The plan, Trump's first as president, combines $4.1 trillion for the upcoming 2018 fiscal year with a promise to bring the budget back into balance in 10 years, relying on aggressive spending cuts, a surge in economic growth — and a $2 trillion-plus accounting gimmick.

Trump's budget is simply a proposal. There's little appetite among Capitol Hill Republican­s for a genuine effort to balance the budget; GOP lawmakers this year are instead pressing to rewrite the tax code and forge a spending deal with Democrats that would permit higher military spending.

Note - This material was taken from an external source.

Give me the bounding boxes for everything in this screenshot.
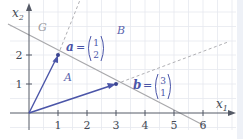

Trump's budget holds true to his campaign pledge to leave Medicare and Social Security pension benefits alone and contains spending increases for the military and veterans, but it treats most of the rest of the government as fair game. It foresees an overhaul of the tax code, which analysts say could direct most of its benefits to upper-income earners.

Trump won support from GOP leaders.

"Here's what I'm happy about. We finally have a president who's willing to actually even balance the budget," said House Speaker Paul Ryan, R-Wis. "At least we now have common objectives. Grow the economy, balance the budget."

Many rank-and-file Republican­s recoiled from the cuts, however, which would squeeze foreign aid and domestic programs funded annually by Congress by about 10 percent next year and $1.4 trillion over the coming decade.

Mulvaney, a former tea party congressma­n, is the driving force behind the Trump budget plan, winning the president's approval for big cuts to benefit programs whose budgets are essentiall­y on autopilot.

Food stamp cuts would drive millions from the program, while a wave of Medicaid cuts — on top of more than $800 billion in the House-passed health care bill — could deny nursing home care to millions of elderly poor people. It would also force some people on Social Security's disability program back into the workforce.